Landmark in a Pumpkin Patch

by Peter Kurtze, Administrator, Evaluation and Registration

At pumpkin season, we highlight what may be Maryland’s least well known – and perhaps most controversial –National Historic Landmark:  Whittaker Chambers Farm in Carroll County. 

The Whittaker Chambers Farm is nationally significant as the home of Whittaker Chambers, a pivotal figure in mid-20th century American political history. A former Communist turned conservative and Time magazine editor, Chambers startled the nation in 1948 with disclosures that Alger Hiss, a former State Department official and pillar of the prevailing liberal establishment, had also been an active Communist engaged in espionage in the 1930s. In a highly publicized episode at his farm on December 2, 1948, Chambers retrieved from a hollowed-out pumpkin and turned over to Congressional investigators microfilmed copies of secret State Department documents that he said Hiss had given him for passage to a Soviet agent. Following two dramatic trials at which Chambers was the principal government witness, Hiss was convicted of perjury on January 20, 1950, and imprisoned for denying this activity before a grand jury. Back at his farm, Chambers wrote Witness, a best-selling autobiography published in 1952 that portrayed in stark terms the contemporary struggle between Communism and freedom.

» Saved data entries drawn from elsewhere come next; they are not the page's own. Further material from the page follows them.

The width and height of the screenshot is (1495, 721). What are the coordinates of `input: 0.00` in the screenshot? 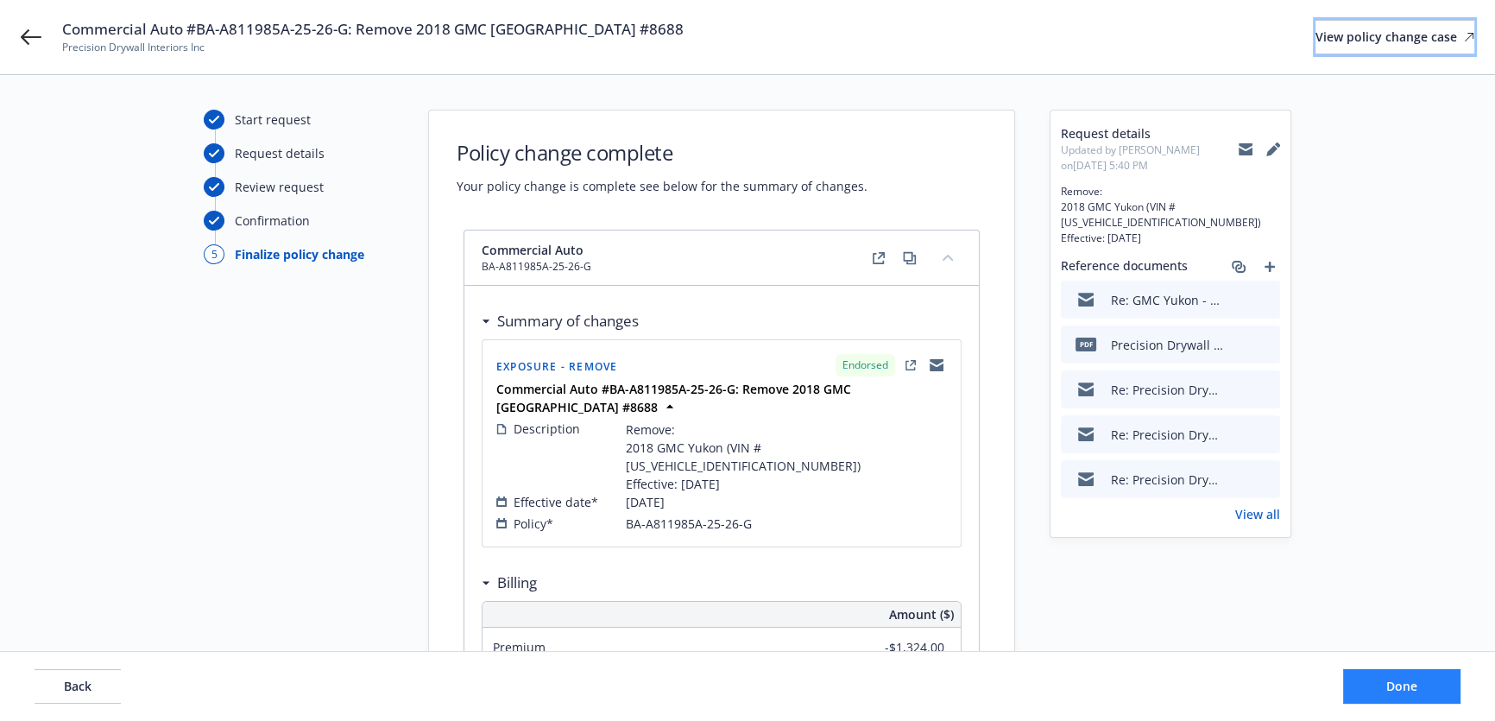 It's located at (898, 647).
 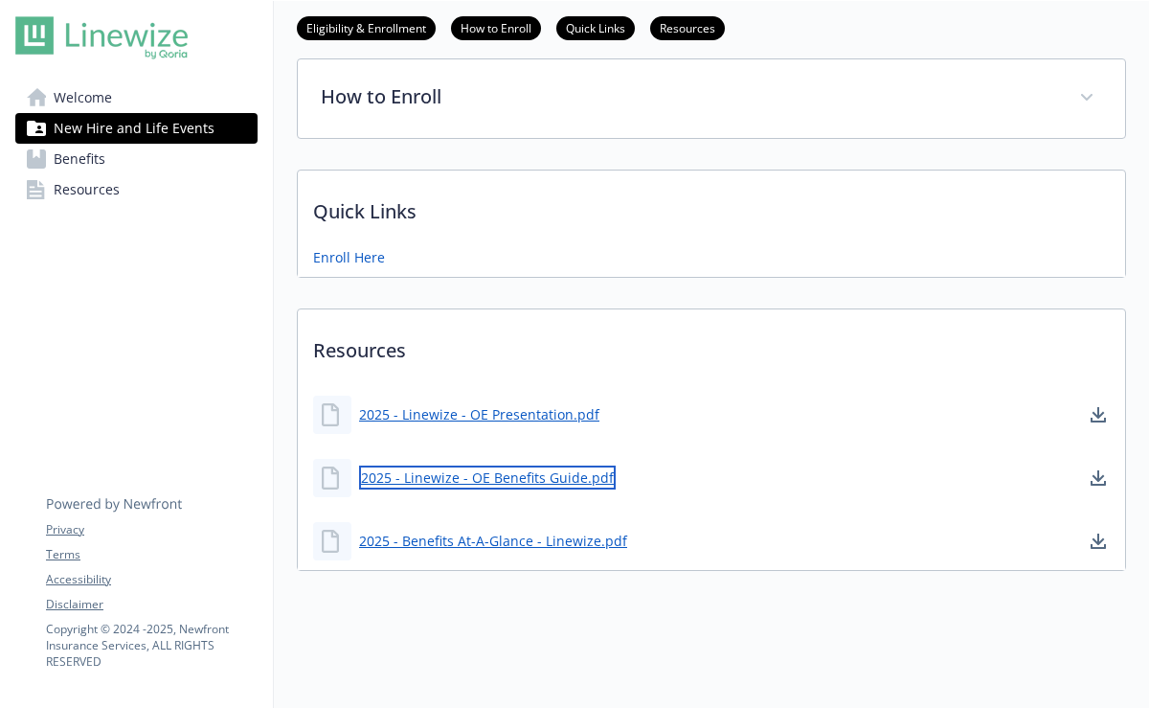 What do you see at coordinates (488, 477) in the screenshot?
I see `a: 2025 - Linewize - OE Benefits Guide.pdf` at bounding box center [488, 477].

At the time of its proposed designation in 1988, Chambers’ revelation had taken place less than fifty years earlier, counter to the National Park Service’s policy for arm’s-length evaluation of historical events.  This irregularity, coupled with concerns about the property’s integrity (the pumpkin patch had been partially paved, and the farmhouse demolished), and discomfort with a potential appearance of partisanship (the designation had been initiated by then-Secretary of the Interior Donald P. Hodel, in response to President Reagan’s expressed admiration for Chambers), gave reviewers pause.  Ultimately, the NPS review committee and the Maryland State Historic Preservation Officer recommended designation. The National Park System Advisory Board – an ad-hoc committee of citizens appointed by the Secretary of the Interior – chose not to endorse the nomination, but their recommendation was not binding. Secretary Hodel’s May 17, 1988 action designating the Whittaker Chambers Farm a National Historic Landmark continued to draw criticism from preservationists and the public for some time.